My brother came for a visit last month. He came to the boys’ midweek soccer game. We’re getting to the age where you can’t really tell how far apart we are in age (it’s 6 years). He has had a hard life and it shows and I still look a little younger than I am. While we were watching the game, I chatted with other parents. One was bemoaning having all teenagers now that her youngest son had turned 12.
As I was commiserating, my brother piped up, “You put up with a lot more from them than you did me at that age!” The other parent raised her eyebrows and my brother said, “My sister brought me up, and let me tell you, she did not take any shit from me.” I felt bad. So I said, “Well, I’m not a 12 year old raising a 6 year old, or a 19 year old raising a 13 year old this time around.” And I also wanted to say, but didn’t, “and I don’t have our mom driving me crazy.”
I often wonder what image comes to mind when I say, “my mother is mentally ill.” What do they see? Do they think of a white middle aged suburban woman losing her mind while the kids are at school and her husband at work? Do they think she stayed sane long enough to have children, raise them and then she lost her mind? Do they assume it was hidden from us and I’m dealing with it for the first time as an adult? I wonder wether their view is limited by ignorance or widened by experience.
I don’t see my story being told very often. My mother has had the same mental illness since she was an adolescent. She was insane when my father met her, insane when he married her and insane when he left her. She was maybe a little more insane after she remarried and had my brother. She hit her rock bottom the summer I turned 12 and she divorced my alcoholic step father. It took her years to recover from that. In the meantime, I raised me and my brother, all while having the specter of a mother haunting the living room couch. She was more poltergeist than parent.
Now that we’re getting older, which feels like an enormous accomplishment by the way, I value my brother so much for being the person who knows what the foundation of my life was built on: insanity. He has the same intimate knowledge of our mother’s particular strain of crazy. In the last few months it hit me how important it is to have someone who understands where I’ve come from and what I’m always responding to. Yes, I raised my brother. But who raised me? Mostly myself, but before that, I was raised by an insane person. I have to deal with that shit every fucking day.
Every day I process the world in two frames: the first frame is the insanity which feels normal but is in fact bad for me, and then a half second later the second frame of sane which feels abnormal but is in fact good for me. The older I get the easier it is to blink past the first frame. I’m to the age where I’ve lived on my own longer than I lived with her, but it wasn’t until I had my own kids that I really really had to do the work to choose sanity. Because, for me, since I don’t have a mental illness, it’s a choice.

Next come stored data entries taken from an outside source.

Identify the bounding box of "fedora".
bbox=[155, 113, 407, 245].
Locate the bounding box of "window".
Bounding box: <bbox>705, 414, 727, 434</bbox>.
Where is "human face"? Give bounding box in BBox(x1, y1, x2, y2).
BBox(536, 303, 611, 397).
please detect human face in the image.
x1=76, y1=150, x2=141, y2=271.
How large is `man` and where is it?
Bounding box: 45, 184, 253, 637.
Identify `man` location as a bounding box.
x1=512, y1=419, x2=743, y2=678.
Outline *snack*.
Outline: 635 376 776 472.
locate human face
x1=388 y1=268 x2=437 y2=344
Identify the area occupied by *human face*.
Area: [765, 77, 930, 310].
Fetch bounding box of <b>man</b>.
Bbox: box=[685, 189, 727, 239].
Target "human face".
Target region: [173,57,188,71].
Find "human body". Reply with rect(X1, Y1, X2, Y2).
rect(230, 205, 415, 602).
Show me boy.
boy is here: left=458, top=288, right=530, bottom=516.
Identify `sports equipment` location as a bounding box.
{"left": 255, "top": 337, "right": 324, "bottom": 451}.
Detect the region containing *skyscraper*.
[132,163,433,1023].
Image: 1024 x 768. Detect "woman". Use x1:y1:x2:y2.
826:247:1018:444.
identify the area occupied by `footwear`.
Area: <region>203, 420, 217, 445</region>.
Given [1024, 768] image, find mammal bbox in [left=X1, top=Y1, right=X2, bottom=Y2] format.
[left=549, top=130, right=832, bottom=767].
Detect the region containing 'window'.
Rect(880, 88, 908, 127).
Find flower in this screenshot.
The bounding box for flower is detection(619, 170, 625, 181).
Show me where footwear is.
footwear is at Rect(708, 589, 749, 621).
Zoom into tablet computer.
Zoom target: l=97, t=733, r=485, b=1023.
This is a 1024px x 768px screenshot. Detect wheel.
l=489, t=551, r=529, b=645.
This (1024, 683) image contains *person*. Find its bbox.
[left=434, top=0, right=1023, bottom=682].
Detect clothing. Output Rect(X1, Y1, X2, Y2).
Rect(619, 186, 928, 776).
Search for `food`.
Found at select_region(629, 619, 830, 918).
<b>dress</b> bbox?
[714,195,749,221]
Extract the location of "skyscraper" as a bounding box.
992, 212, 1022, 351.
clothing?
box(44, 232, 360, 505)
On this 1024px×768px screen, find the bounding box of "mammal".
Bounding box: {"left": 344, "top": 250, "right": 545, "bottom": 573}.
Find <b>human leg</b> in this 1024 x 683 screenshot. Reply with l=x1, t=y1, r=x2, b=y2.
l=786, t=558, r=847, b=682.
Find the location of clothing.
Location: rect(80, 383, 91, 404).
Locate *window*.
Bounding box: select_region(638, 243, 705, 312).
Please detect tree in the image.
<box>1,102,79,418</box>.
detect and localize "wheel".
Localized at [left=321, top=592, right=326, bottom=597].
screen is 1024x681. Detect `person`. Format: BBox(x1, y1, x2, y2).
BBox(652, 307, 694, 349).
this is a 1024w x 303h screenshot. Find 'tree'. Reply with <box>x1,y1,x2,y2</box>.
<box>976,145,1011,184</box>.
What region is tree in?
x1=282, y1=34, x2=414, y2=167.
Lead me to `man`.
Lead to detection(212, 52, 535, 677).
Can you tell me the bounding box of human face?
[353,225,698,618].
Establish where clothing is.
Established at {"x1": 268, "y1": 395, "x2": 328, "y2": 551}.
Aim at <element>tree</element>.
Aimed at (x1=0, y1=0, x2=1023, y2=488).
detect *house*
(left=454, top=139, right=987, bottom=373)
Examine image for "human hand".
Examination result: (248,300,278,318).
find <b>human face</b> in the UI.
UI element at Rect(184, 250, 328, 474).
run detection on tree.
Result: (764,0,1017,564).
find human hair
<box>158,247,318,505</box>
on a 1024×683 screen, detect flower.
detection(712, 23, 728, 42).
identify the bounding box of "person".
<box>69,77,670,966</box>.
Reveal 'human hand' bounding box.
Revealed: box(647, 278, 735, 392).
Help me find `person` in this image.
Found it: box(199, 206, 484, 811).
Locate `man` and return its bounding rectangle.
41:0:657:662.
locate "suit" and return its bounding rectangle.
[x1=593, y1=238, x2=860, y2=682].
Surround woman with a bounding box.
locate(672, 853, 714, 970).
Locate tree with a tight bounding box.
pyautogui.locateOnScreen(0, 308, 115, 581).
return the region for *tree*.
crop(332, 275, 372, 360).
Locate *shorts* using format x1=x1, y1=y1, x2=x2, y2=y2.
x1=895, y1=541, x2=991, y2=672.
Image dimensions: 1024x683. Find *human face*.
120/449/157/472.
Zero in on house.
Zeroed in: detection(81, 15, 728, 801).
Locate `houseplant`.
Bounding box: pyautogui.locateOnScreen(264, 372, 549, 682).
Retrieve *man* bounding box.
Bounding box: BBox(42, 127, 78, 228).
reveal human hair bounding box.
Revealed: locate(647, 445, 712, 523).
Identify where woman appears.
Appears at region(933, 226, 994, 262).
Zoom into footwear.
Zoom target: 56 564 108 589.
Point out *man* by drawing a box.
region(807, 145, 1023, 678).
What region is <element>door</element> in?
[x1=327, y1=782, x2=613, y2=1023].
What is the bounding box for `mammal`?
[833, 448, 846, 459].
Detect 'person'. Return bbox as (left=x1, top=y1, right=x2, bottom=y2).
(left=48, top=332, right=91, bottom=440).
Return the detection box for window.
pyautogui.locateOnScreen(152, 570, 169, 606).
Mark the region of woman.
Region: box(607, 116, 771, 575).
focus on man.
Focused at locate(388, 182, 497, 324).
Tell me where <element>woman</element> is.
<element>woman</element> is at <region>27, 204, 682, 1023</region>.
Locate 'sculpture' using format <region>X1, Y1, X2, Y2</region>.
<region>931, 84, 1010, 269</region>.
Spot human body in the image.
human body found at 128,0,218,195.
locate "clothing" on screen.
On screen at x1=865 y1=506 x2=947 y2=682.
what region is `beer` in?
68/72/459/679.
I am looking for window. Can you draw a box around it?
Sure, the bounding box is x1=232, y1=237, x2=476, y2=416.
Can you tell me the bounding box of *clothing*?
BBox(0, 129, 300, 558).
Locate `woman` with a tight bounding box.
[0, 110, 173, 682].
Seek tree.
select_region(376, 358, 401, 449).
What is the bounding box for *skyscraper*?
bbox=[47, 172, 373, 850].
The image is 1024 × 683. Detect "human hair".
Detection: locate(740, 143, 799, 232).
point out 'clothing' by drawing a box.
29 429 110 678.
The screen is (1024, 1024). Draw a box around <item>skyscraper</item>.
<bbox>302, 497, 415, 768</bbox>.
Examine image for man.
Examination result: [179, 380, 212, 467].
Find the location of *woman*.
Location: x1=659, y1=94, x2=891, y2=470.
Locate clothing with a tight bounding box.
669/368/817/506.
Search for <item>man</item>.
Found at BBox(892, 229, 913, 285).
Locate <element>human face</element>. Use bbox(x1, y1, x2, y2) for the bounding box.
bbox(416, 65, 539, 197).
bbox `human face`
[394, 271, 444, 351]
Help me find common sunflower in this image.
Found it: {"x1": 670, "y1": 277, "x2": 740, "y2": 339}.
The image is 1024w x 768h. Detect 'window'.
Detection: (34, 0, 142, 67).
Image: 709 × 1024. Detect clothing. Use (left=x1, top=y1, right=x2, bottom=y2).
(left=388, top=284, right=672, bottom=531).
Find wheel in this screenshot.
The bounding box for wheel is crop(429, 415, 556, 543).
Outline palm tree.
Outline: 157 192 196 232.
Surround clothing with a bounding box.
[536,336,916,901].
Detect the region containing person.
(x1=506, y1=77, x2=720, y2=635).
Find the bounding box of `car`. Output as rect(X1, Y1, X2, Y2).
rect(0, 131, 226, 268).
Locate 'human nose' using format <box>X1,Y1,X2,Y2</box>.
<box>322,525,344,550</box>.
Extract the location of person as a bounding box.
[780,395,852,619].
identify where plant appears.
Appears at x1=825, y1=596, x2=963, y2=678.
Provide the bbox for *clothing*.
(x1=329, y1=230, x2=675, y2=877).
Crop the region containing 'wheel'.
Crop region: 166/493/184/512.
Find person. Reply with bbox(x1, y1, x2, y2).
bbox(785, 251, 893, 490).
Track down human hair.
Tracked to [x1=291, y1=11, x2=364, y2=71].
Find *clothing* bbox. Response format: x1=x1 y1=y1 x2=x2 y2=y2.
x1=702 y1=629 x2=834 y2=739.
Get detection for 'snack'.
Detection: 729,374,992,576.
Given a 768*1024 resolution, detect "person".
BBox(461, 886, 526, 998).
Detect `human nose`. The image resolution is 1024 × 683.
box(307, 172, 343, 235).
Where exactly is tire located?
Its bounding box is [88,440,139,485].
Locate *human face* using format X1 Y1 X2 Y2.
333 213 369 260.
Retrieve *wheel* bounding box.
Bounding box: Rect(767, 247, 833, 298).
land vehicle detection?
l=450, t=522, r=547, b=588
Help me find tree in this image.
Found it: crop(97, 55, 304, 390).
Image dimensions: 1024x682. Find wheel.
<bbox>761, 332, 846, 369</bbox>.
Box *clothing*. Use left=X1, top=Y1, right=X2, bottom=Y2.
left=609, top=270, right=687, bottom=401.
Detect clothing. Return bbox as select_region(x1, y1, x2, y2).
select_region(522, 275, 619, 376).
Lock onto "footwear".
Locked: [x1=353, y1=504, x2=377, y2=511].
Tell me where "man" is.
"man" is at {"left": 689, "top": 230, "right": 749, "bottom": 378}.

However, when I get tired and feel unloved and unsupported, the timing between the two frames start to slip. The film goes off the reel. And I have to focus extra hard on knowing the difference between the two. I have to ask for help. In order to be close to me, for me to feel loved, people have to understand that daily struggle, respect it, and forgive me for it. That struggle is a big part of who I am. And my brother knows; he witnessed my personality develop under her storm cloud and I know how much he appreciates my trying to be his umbrella. Even if I was strict with him.
My point is that I’m amazed at how relationships change over time. How the ways we show up for each other shifts as we learn to communicate. I used to not want to see to my brother because the memories were too painful. I couldn’t separate him from the past. Today I’m really really grateful that I can.